Wednesday, August 19, 2009

Is Humor Possible in Psychiatry?

I just have a few moments before heading off to my (perpetually solemn) work, but at the risk of seeming to protest too much, I thought I'd dash off a few thoughts on humor and its hazards in psychiatry as raised by the last post.

The theory of humor is famously unfunny, but it seems to me that amusement can arise from: our common vulnerability to physical circumstance (slapstick), the humbling of the high and mighty and the pretentious (satire), and the sheer delight of ambiguity (puns).

The general humor of medicine, such as it is, owes most to satire inasmuch as doctors are viewed as (and really are) self-important. However, psychiatry is more subject to smirking precisely because of the ambiguity of its practices. Thus the myriad on-the-couch cartoons of The New Yorker are funny precisely because psychoanalysis is an ambiguous endeavor (this humor is also safe inasmuch as the patients there are viewed as well-to-do worried well). However, from the point of view of stigma, one could argue that psychoanalysis is in desperate straits as a profession; can it afford such lampooning?

There are a number of problems that are not funny because they are both serious and unequivocal: schizophrenia, dementia, mental retardation, severe depression, etc. However, when, as yesterday, when I see a new patient who has diagnosed himself with adult ADHD, I smile wryly to myself not because ADHD is not a real and serious condition, but because it has become so faddish and so ambiguous. Senility used to be faintly amusing until it became better appreciated how devastating dementia really is. Similarly, drunkenness is becoming less amusing over time as the gravity of alcoholism is better appreciated.

Arguably bipolar disorder is in a class by itself in this respect inasmuch as, in its severe forms, it is an appalling and potentially fatal disease, but it continues to defy proper understanding, as reflected in the ongoing controversies over its diagnosis and treatment. If I sometimes roll my eyes at bipolar disorder, I am doing so not due to its sufferers, but due to my and our own incomprehension of what is really going on. I will grant that, given the epistemological quagmire, humor may be best avoided, but prudence does not always prevail.

So in my humble opinion the Onion piece was funny on multiple layers. It was a kind of behavioral pun, in which Obama's roller coaster ride in politics and public opinion was suddenly cast in the absurd new light of a mood disorder. It was absurd, and therefore funny, precisely because we know that Obama doesn't have bipolar disorder (if he suddenly did, it would cease being funny). And given Obama's lofty status ("The One"), there is a pleasure in puncturing the pretension, even for one of his supporters.

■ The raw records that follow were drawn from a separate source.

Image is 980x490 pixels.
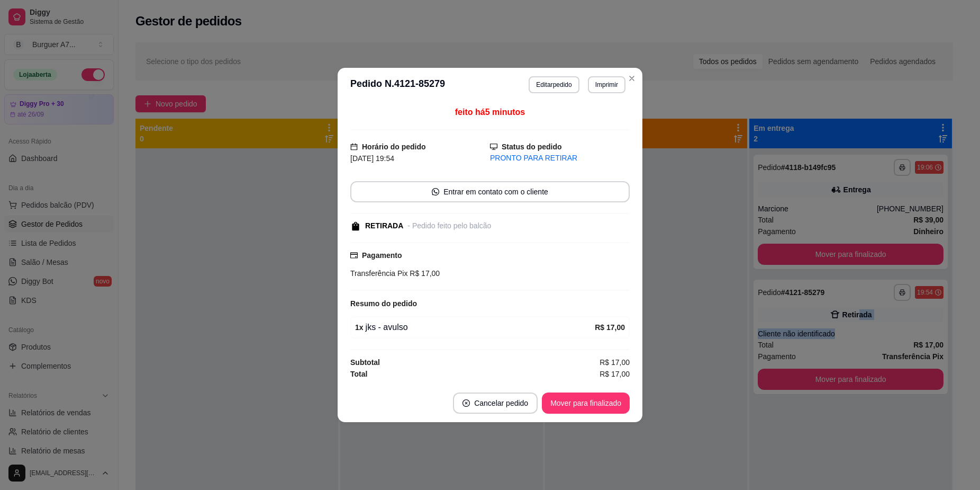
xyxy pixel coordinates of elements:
[599,368,629,379] span: R$ 17,00
[365,220,404,232] div: RETIRADA
[541,392,629,414] button: Mover para finalizado
[623,69,640,87] button: Close
[452,392,537,414] button: close-circleCancelar pedido
[350,358,380,367] strong: Subtotal
[362,143,426,151] strong: Horário do pedido
[362,251,402,259] strong: Pagamento
[501,143,562,151] strong: Status do pedido
[490,143,497,151] span: desktop
[355,321,595,334] div: jks - avulso
[350,269,407,278] span: Transferência Pix
[407,269,440,278] span: R$ 17,00
[350,155,394,162] span: [DATE] 19:54
[599,356,629,368] span: R$ 17,00
[350,143,358,151] span: calendar
[432,188,439,196] span: whats-app
[350,299,417,308] strong: Resumo do pedido
[355,323,363,332] strong: 1 x
[490,153,629,163] div: PRONTO PARA RETIRAR
[455,108,525,116] span: feito há 5 minutos
[350,370,367,379] strong: Total
[350,181,629,202] button: whats-appEntrar em contato com o cliente
[350,76,445,93] h3: Pedido N. 4121-85279
[529,76,578,93] button: Editarpedido
[587,76,625,93] button: Imprimir
[407,220,490,232] div: - Pedido feito pelo balcão
[462,399,470,407] span: close-circle
[350,251,358,259] span: credit-card
[595,323,624,332] strong: R$ 17,00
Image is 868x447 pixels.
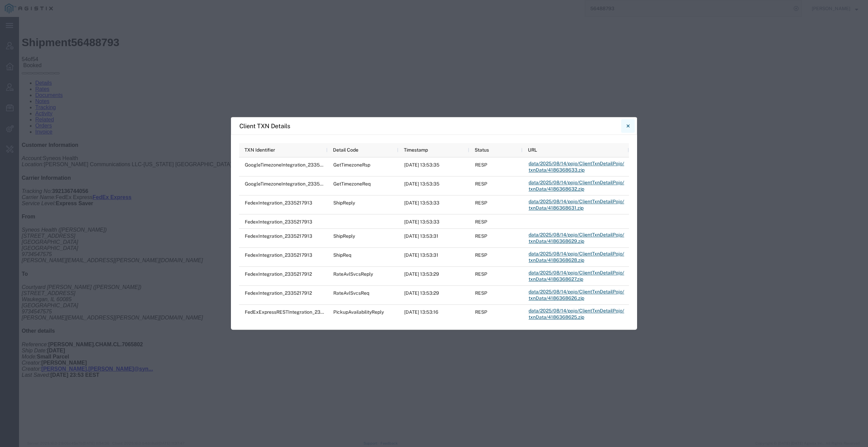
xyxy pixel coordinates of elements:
p: [PERSON_NAME] Communications LLC-[US_STATE] [GEOGRAPHIC_DATA] [3,138,846,151]
span: URL [528,147,537,153]
div: of [3,39,846,46]
span: [GEOGRAPHIC_DATA] [3,286,59,291]
i: Last Saved: [3,355,31,361]
span: GoogleTimezoneIntegration_2335217914 [245,181,335,186]
span: RESP [475,290,487,296]
i: Location: [3,144,25,150]
i: Creator: [3,343,22,348]
h4: From [3,196,846,203]
b: [PERSON_NAME] [22,343,68,348]
span: 54 [3,39,9,45]
button: Close [621,119,634,132]
a: Details [17,63,33,69]
b: [PERSON_NAME].CHAM.CL.7065802 [29,325,124,330]
span: TXN Identifier [244,147,275,153]
a: data/2025/08/14/pojo/ClientTxnDetailPojo/txnData/4186368626.zip [528,286,626,304]
span: [GEOGRAPHIC_DATA] [3,228,59,234]
span: Detail Code [333,147,358,153]
i: Account: [3,138,24,144]
i: Ship Date: [3,331,28,336]
span: 2025-08-14 13:53:35 [404,181,439,186]
a: data/2025/08/14/pojo/ClientTxnDetailPojo/txnData/4186368627.zip [528,267,626,285]
h4: Client TXN Details [239,121,290,131]
a: data/2025/08/14/pojo/ClientTxnDetailPojo/txnData/4186368625.zip [528,305,626,323]
b: 392136744056 [33,171,70,177]
span: FedexIntegration_2335217913 [245,219,312,224]
span: RESP [475,252,487,258]
span: 2025-08-14 13:53:33 [404,219,439,224]
i: Creator: [3,349,22,355]
span: RESP [475,200,487,205]
span: 54 [13,39,20,45]
h4: Carrier Information [3,158,846,164]
span: ShipReply [333,200,355,205]
span: RESP [475,271,487,277]
span: 2025-08-14 13:53:33 [404,200,439,205]
span: 2025-08-14 13:53:31 [404,252,438,258]
address: Syneos Health ([PERSON_NAME]) [STREET_ADDRESS] [GEOGRAPHIC_DATA] 9734547575 [PERSON_NAME][EMAIL_A... [3,210,846,247]
a: Related [17,100,35,105]
i: Service Level: [3,183,37,189]
h1: Shipment [3,20,846,32]
span: PickupAvailabilityReply [333,309,384,315]
a: [PERSON_NAME].[PERSON_NAME]@syn... [22,349,134,355]
span: 2025-08-14 13:53:29 [404,271,439,277]
span: Booked [4,46,22,51]
span: GetTimezoneRsp [333,162,370,167]
a: Activity [17,93,34,99]
i: Tracking No: [3,171,33,177]
i: Carrier Name: [3,177,37,183]
span: FedExExpressRESTIntegration_2335217911 [245,309,341,315]
i: Mode: [3,336,18,342]
img: ← [3,3,11,11]
span: 56488793 [52,20,101,31]
a: data/2025/08/14/pojo/ClientTxnDetailPojo/txnData/4186368628.zip [528,248,626,266]
span: FedexIntegration_2335217912 [245,290,312,296]
a: Rates [17,69,31,75]
span: RateAvlSvcsReq [333,290,369,296]
b: Small Parcel [18,336,50,342]
i: Reference: [3,325,29,330]
span: RateAvlSvcsReply [333,271,373,277]
span: 2025-08-14 13:53:35 [404,162,439,167]
h4: Customer Information [3,125,846,131]
span: FedexIntegration_2335217913 [245,200,312,205]
span: Status [475,147,489,153]
span: FedexIntegration_2335217913 [245,252,312,258]
a: data/2025/08/14/pojo/ClientTxnDetailPojo/txnData/4186368629.zip [528,229,626,247]
span: ShipReply [333,233,355,239]
span: GetTimezoneReq [333,181,371,186]
a: Tracking [17,88,37,93]
span: RESP [475,162,487,167]
a: Documents [17,75,44,81]
a: Orders [17,106,33,112]
span: Syneos Health [24,138,59,144]
span: FedEx Express [37,177,73,183]
span: 2025-08-14 13:53:29 [404,290,439,296]
span: RESP [475,219,487,224]
address: Courtyard [PERSON_NAME] ([PERSON_NAME]) [STREET_ADDRESS] Waukegan, IL 60085 9734547575 [PERSON_NA... [3,267,846,304]
span: ShipReq [333,252,351,258]
a: Notes [17,82,31,87]
span: FedexIntegration_2335217913 [245,233,312,239]
span: 2025-08-14 13:53:16 [404,309,438,315]
span: Timestamp [404,147,427,153]
span: 2025-08-14 13:53:31 [404,233,438,239]
a: Invoice [17,112,34,118]
h4: Other details [3,311,846,317]
span: GoogleTimezoneIntegration_2335217914 [245,162,335,167]
b: [DATE] [28,331,46,336]
a: data/2025/08/14/pojo/ClientTxnDetailPojo/txnData/4186368631.zip [528,196,626,214]
span: RESP [475,309,487,315]
span: FedexIntegration_2335217912 [245,271,312,277]
span: RESP [475,233,487,239]
h4: To [3,254,846,260]
span: RESP [475,181,487,186]
a: FedEx Express [73,177,112,183]
span: [DATE] 23:53 EEST [31,355,80,361]
a: data/2025/08/14/pojo/ClientTxnDetailPojo/txnData/4186368633.zip [528,158,626,176]
b: Express Saver [37,183,75,189]
a: data/2025/08/14/pojo/ClientTxnDetailPojo/txnData/4186368632.zip [528,177,626,195]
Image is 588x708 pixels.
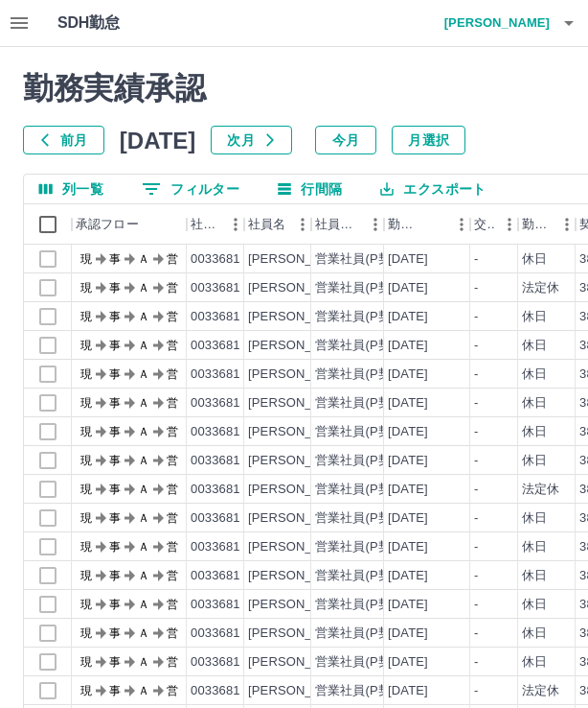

So as a politically-interested psychiatrist, I was naturally amused not because the piece somehow made fun of bipolar patients, but because it showed the fallibility of our own diagnostic practices in a political context. I can well understand, of course, that someone with clear-cut bipolar disorder might view the Onion piece rather differently. After all this analysis, it ceases being funny, but that fact in itself is mildly amusing.

4 comments:

Pete said...

I concur with your analysis there, Dr Novalis. I loved the Onion clip. Admittedly I don't get to see any "real" Bipolar cases in my current practice but I think it's healthy to laugh at / with ourselves and others, as long as we balance that with respect. I think the joke is on those "serious" mental health practitioners who can diagnose anything that moves (and also stays still).

Dr X said...

I took it as a joke at the expense of the diagnosticians, not the sufferers.

When it comes to jokes that push the boundaries of taste, my feelings are affected, in part, by what I sense about the heart of the joke-teller, which might not always be easy to accurately assess.

I'm also concerned about who is doing the laughing and why they are laughing. Dave Chapelle once explained that he was pulled up short while filming a sketch dealing with racial stereotypes. A crew member was laughing and Chapelle was overcome by the uneasy feeling that crew member was laughing at him rather than laughing with him. At that point he began to actively rethink his humor.

Anonymous said...

Parodying quirks of personality, race, illness etc. is acceptably humourous if the audience can identify with them; if not, then the comedic act becomes an offensive spectacle, and audience laughter ceases to be a kind of humbling expression of relief.

Anonymous said...

Does not the joker feel superior to the subject of their jokes?
Isn't that what political humor is about as well?